Reviewer #1 (Public review):

Summary:

Ma et al. show that melanoma cells induce an EMT-like state in nearby keratinocytes and that when this state is induced experimentally by Twist-overexpression the resulting alteration in keratinocytes is inhibitory for melanoma invasion. These conclusions are based on experiments in vivo with zebrafish and, in vitro, with human cells. The work is carefully done and provides new insights into the interactions between melanoma cells and their environment.

Strengths:

Use of both zebrafish and human cells adds confidence that findings are relevant to human melanomas while also further demonstrating utility of the zebrafish system for discovering important new features of melanoma biology that could ultimately have clinical impacts. The work also combines a nice suite of approaches including different models for induced melanomagenesis in zebrafish, single cell RNA-sequencing, and more. Some of the final observations are intriguing as well, especially the possibility of EMT induced melanocyte-keratinocyte interactions via Jam3 expression; it will be interesting to see if these is indeed a mechanism for restraining melanoma invasion. The paper is clearly written and the inferences appropriate for the results obtained. Overall the work makes a solid contribution to our understanding of important, but too often neglected, roles of the tumor microenvironment in promoting or inhibiting tumor progression and outcome.

Weaknesses:

No critical weaknesses noted.

Comments on revisions:

The authors have adequately addressed my comments and concerns.

Reviewer #2 (Public review):

Summary:

Manuscript by Ma et. al. utilizes a zebrafish melanoma model, single-cell RNA sequencing (scRNA-seq), a mammalian in vitro co-culture system, and quantitative PCR (Q-PCR) gene expression analysis to investigate the role keratinocytes might play within the melanoma microenvironment. Convincing evidence is presented from scRNA-seq analysis showing that a small cluster of melanoma-associated keratinocytes upregulate the master EMT regulator, transcription factor, Twist1a. To investigate how Twist-expressing keratinocytes might influence melanoma development, the authors use an in vivo zebrafish model to induce melanoma initiation while overexpressing Twist in keratinocytes through somatic transgene expression.
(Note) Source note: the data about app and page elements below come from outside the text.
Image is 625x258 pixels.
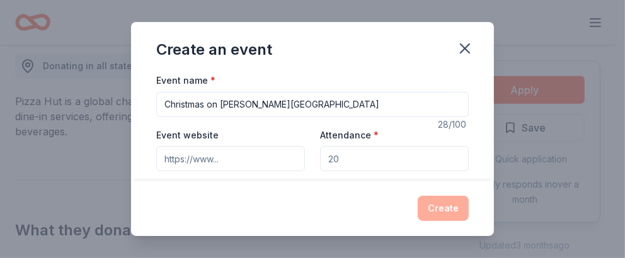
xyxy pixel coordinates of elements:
[156,129,219,142] label: Event website
[156,92,469,117] input: Spring Fundraiser
[438,117,469,132] div: 28 /100
[156,40,272,60] div: Create an event
[156,74,216,87] label: Event name
[156,146,305,171] input: https://www...
[320,146,469,171] input: 20
[320,129,379,142] label: Attendance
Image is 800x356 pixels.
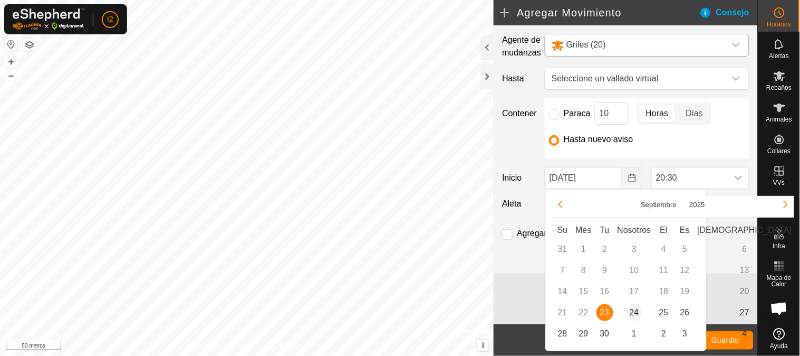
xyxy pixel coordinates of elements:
font: – [8,70,14,81]
td: 5 [675,238,696,260]
font: Agregar otro movimiento programado [517,228,657,237]
button: – [5,69,17,82]
font: I2 [107,15,113,23]
font: Contener [502,109,537,118]
font: 25 [659,308,669,317]
button: Mes anterior [552,196,569,213]
td: 24 [616,302,654,323]
font: Inicio [502,173,522,182]
td: 29 [573,323,595,344]
font: 1 [632,329,637,338]
td: 11 [654,260,675,281]
font: 2 [662,329,666,338]
font: 27 [740,308,750,317]
font: 23 [600,308,610,317]
td: 21 [552,302,573,323]
span: Griles (20) [567,40,606,49]
font: Animales [767,116,792,123]
font: Es [680,225,690,234]
td: 30 [595,323,616,344]
button: Elija mes [637,198,681,210]
font: Hasta nuevo aviso [564,135,634,143]
td: 8 [573,260,595,281]
td: 4 [654,238,675,260]
td: 18 [654,281,675,302]
a: Contáctenos [266,342,301,351]
div: disparador desplegable [728,167,749,188]
button: Restablecer Mapa [5,38,17,51]
button: Mes próximo [778,196,794,213]
td: 14 [552,281,573,302]
font: Horas [646,109,669,118]
td: 1 [616,323,654,344]
font: Rebaños [767,84,792,91]
font: Su [558,225,568,234]
font: 2025 [690,200,705,208]
button: Capas del Mapa [23,39,36,51]
font: El [660,225,668,234]
div: disparador desplegable [726,34,747,56]
font: 30 [600,329,610,338]
td: 25 [654,302,675,323]
span: 20:30 [652,167,728,188]
td: 9 [595,260,616,281]
span: Pajarito 3 B 2 [548,68,726,89]
td: 12 [675,260,696,281]
font: Collares [768,147,791,155]
font: i [482,340,484,349]
td: 2 [654,323,675,344]
font: Paraca [564,109,591,118]
td: 2 [595,238,616,260]
font: Tu [600,225,610,234]
td: 16 [595,281,616,302]
font: VVs [773,179,785,186]
td: 27 [696,302,794,323]
img: Logotipo de Gallagher [13,8,84,30]
span: Griles [548,34,726,56]
font: Consejo [716,8,750,17]
font: Ayuda [771,342,789,349]
font: Hasta [502,74,524,83]
td: 10 [616,260,654,281]
font: Seleccione un vallado virtual [552,74,659,83]
td: 3 [675,323,696,344]
font: Días [686,109,704,118]
font: 3 [683,329,687,338]
td: 22 [573,302,595,323]
td: 7 [552,260,573,281]
td: 17 [616,281,654,302]
font: 28 [558,329,568,338]
div: Elija fecha [545,189,707,351]
font: Septiembre [641,200,677,208]
td: 28 [552,323,573,344]
font: Nosotros [618,225,652,234]
td: 4 [696,323,794,344]
font: Aleta [502,199,521,208]
button: Elija el año [685,198,710,210]
font: 29 [579,329,589,338]
font: 24 [630,308,639,317]
div: Chat abierto [764,292,796,324]
button: + [5,55,17,68]
font: 20:30 [656,173,677,182]
td: 26 [675,302,696,323]
font: 4 [743,329,748,338]
td: 6 [696,238,794,260]
font: 26 [681,308,690,317]
a: Política de Privacidad [193,342,253,351]
td: 15 [573,281,595,302]
font: Contáctenos [266,343,301,350]
font: Política de Privacidad [193,343,253,350]
font: Agente de mudanzas [502,35,541,57]
font: Mes [576,225,592,234]
td: 1 [573,238,595,260]
div: disparador desplegable [726,68,747,89]
font: + [8,56,14,67]
font: [DEMOGRAPHIC_DATA] [698,225,792,234]
td: 3 [616,238,654,260]
td: 20 [696,281,794,302]
td: 19 [675,281,696,302]
td: 23 [595,302,616,323]
button: Elija fecha [622,167,643,189]
td: 13 [696,260,794,281]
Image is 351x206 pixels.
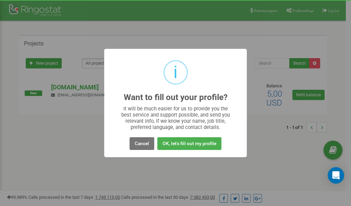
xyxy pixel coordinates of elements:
[328,167,344,183] div: Open Intercom Messenger
[174,61,178,83] div: i
[130,137,154,150] button: Cancel
[118,105,234,130] div: It will be much easier for us to provide you the best service and support possible, and send you ...
[157,137,222,150] button: OK, let's fill out my profile
[124,93,228,102] h2: Want to fill out your profile?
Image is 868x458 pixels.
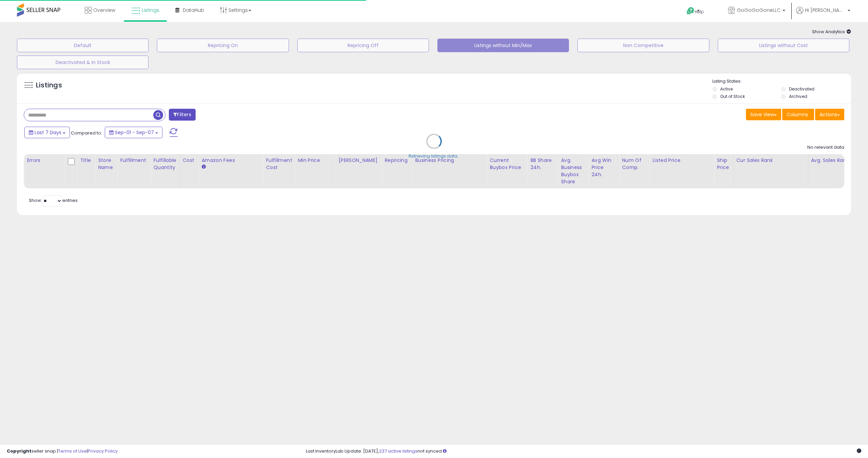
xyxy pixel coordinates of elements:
button: Listings without Cost [717,39,849,52]
span: Help [694,9,704,14]
span: Show Analytics [812,29,851,35]
span: Hi [PERSON_NAME] [805,6,846,14]
a: Help [681,1,717,22]
button: Default [17,39,148,52]
a: Hi [PERSON_NAME] [796,6,850,22]
span: Listings [142,6,159,14]
i: Get Help [686,6,694,15]
button: Repricing On [157,39,289,52]
span: Overview [93,6,115,14]
span: DataHub [183,6,204,14]
button: Deactivated & In Stock [17,55,148,69]
button: Non Competitive [578,39,709,52]
button: Listings without Min/Max [437,39,569,52]
div: Retrieving listings data.. [408,153,460,159]
button: Repricing Off [297,39,429,52]
span: GoGoGoGoneLLC [737,6,780,14]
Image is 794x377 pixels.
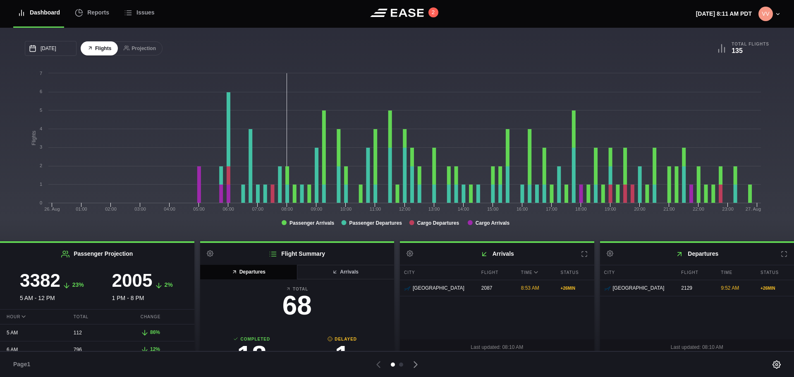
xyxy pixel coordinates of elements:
a: Delayed1 [297,336,388,373]
span: [GEOGRAPHIC_DATA] [613,284,665,292]
text: 21:00 [664,206,675,211]
text: 03:00 [134,206,146,211]
p: [DATE] 8:11 AM PDT [696,10,752,18]
div: Time [717,265,755,280]
text: 7 [40,71,42,76]
text: 14:00 [458,206,470,211]
div: Status [757,265,794,280]
text: 06:00 [223,206,234,211]
h3: 68 [207,292,388,319]
text: 05:00 [193,206,205,211]
div: + 26 MIN [761,285,790,291]
div: Flight [477,265,515,280]
text: 04:00 [164,206,175,211]
div: 796 [67,342,127,357]
div: Time [517,265,555,280]
h3: 1 [297,342,388,369]
text: 01:00 [76,206,87,211]
tspan: Passenger Departures [349,220,402,226]
button: Arrivals [297,265,394,279]
text: 15:00 [487,206,499,211]
span: [GEOGRAPHIC_DATA] [413,284,465,292]
span: 9:52 AM [721,285,739,291]
tspan: 26. Aug [44,206,60,211]
div: Status [557,265,595,280]
button: 2 [429,7,439,17]
div: Flight [677,265,715,280]
b: Total Flights [732,41,770,47]
div: Total [67,309,127,324]
text: 0 [40,200,42,205]
div: Last updated: 08:10 AM [400,339,595,355]
div: 2129 [677,280,715,296]
div: City [400,265,475,280]
text: 5 [40,108,42,113]
text: 07:00 [252,206,264,211]
tspan: Passenger Arrivals [290,220,335,226]
span: 86% [150,329,160,335]
h3: 2005 [112,271,153,290]
b: Completed [207,336,297,342]
div: 2087 [477,280,515,296]
tspan: Cargo Departures [417,220,460,226]
text: 1 [40,182,42,187]
text: 16:00 [517,206,528,211]
text: 3 [40,144,42,149]
input: mm/dd/yyyy [25,41,77,56]
h3: 3382 [20,271,60,290]
text: 18:00 [575,206,587,211]
b: Delayed [297,336,388,342]
tspan: 27. Aug [746,206,761,211]
div: 5 AM - 12 PM [7,271,97,302]
text: 13:00 [429,206,440,211]
text: 11:00 [370,206,381,211]
text: 09:00 [311,206,323,211]
h2: Flight Summary [200,243,395,265]
div: City [600,265,676,280]
text: 02:00 [105,206,117,211]
text: 6 [40,89,42,94]
a: Total68 [207,286,388,323]
a: Completed18 [207,336,297,373]
span: 23% [72,281,84,288]
text: 12:00 [399,206,411,211]
button: Departures [200,265,298,279]
span: Page 1 [13,360,34,369]
text: 17:00 [546,206,558,211]
div: 1 PM - 8 PM [97,271,188,302]
text: 2 [40,163,42,168]
img: 315aad5f8c3b3bdba85a25f162631172 [759,7,773,21]
text: 23:00 [722,206,734,211]
div: Change [134,309,194,324]
span: 8:53 AM [521,285,539,291]
button: Projection [117,41,163,56]
h3: 18 [207,342,297,369]
span: 2% [164,281,173,288]
text: 08:00 [282,206,293,211]
tspan: Cargo Arrivals [476,220,510,226]
text: 10:00 [340,206,352,211]
b: Total [207,286,388,292]
tspan: Flights [31,131,37,145]
text: 20:00 [634,206,646,211]
h2: Arrivals [400,243,595,265]
text: 19:00 [605,206,616,211]
text: 4 [40,126,42,131]
text: 22:00 [693,206,705,211]
div: 112 [67,325,127,340]
div: + 26 MIN [561,285,590,291]
span: 12% [150,346,160,352]
b: 135 [732,47,743,54]
button: Flights [81,41,118,56]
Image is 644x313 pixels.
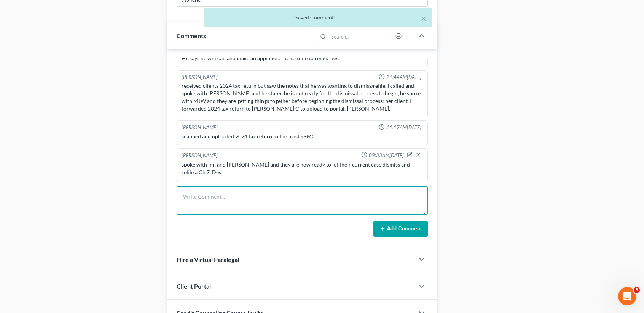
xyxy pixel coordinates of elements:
[373,221,428,237] button: Add Comment
[182,133,423,140] div: scanned and uploaded 2024 tax return to the trustee-MC
[182,161,423,176] div: spoke with mr. and [PERSON_NAME] and they are now ready to let their current case dismiss and ref...
[329,30,390,43] input: Search...
[210,14,426,21] div: Saved Comment!
[386,124,421,131] span: 11:17AM[DATE]
[182,151,218,159] div: [PERSON_NAME]
[421,14,426,23] button: ×
[176,32,206,39] span: Comments
[182,124,218,131] div: [PERSON_NAME]
[176,283,211,290] span: Client Portal
[176,255,239,263] span: Hire a Virtual Paralegal
[386,74,421,81] span: 11:44AM[DATE]
[634,287,639,293] span: 3
[182,74,218,81] div: [PERSON_NAME]
[182,82,423,113] div: received clients 2024 tax return but saw the notes that he was wanting to dismiss/refile. I calle...
[618,287,636,305] iframe: Intercom live chat
[369,151,404,159] span: 09:33AM[DATE]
This approach reveals that Twist overexpression in keratinocytes suppresses invasive melanoma growth. Using a complementary in vitro human cell line co-culture model, the authors demonstrate reduced migration of melanoma cells into the keratinocyte monolayer when keratinocytes overexpress Twist. Further scRNA-seq analysis of zebrafish melanoma tissues reveal that, in the presence of Twist-expressing keratinocytes, subpopulations of melanoma cells show altered gene expression, with one unique melanoma cell cluster appearing more terminally differentiated. The authors use computational methods to predict putative receptor-ligand pairs that might mediate the interaction between Twist-expressing keratinocytes and melanoma cells. Finally the authors established that similar keratinocyte phentypical changes also occurs in human melanoma tissues, setting a scene for future clinically relevant studies.

Strengths:

The scRNA-seq approach reveals a small proportion of keratinocytes undergoing EMT within melanoma tissue. The use of a zebrafish somatic transgenic model to study melanoma initiation and progression provides an opportunity to manipulate host cells within the melanoma microenvironment and evaluate their impact on tumour progression. Solid data demonstrate that Twist-expressing keratinocytes can constrain melanoma invasive development in vivo and reduce melanoma cell migration in vitro, establishing that Twist-overexpressing keratinocytes can suppress at least one aspect of tumour progression. Using GeoMX spatial transcriptomics platform to interrogate a series of early melanoma precursor lesions, enabled the authors to demonstrate similar EMT phenotype in keratinocytes also occurs in humans.

Weaknesses:

Due to limitations of the current model, no EMT marker gene expression was examined in melanoma tissue sections to determine the proportion and localization of Twist+ve keratinocytes within the melanoma microenvironment. However the authors compensated this through using spatial transcriptomics platform to interrogate a series of early melanoma precursor lesions in humans.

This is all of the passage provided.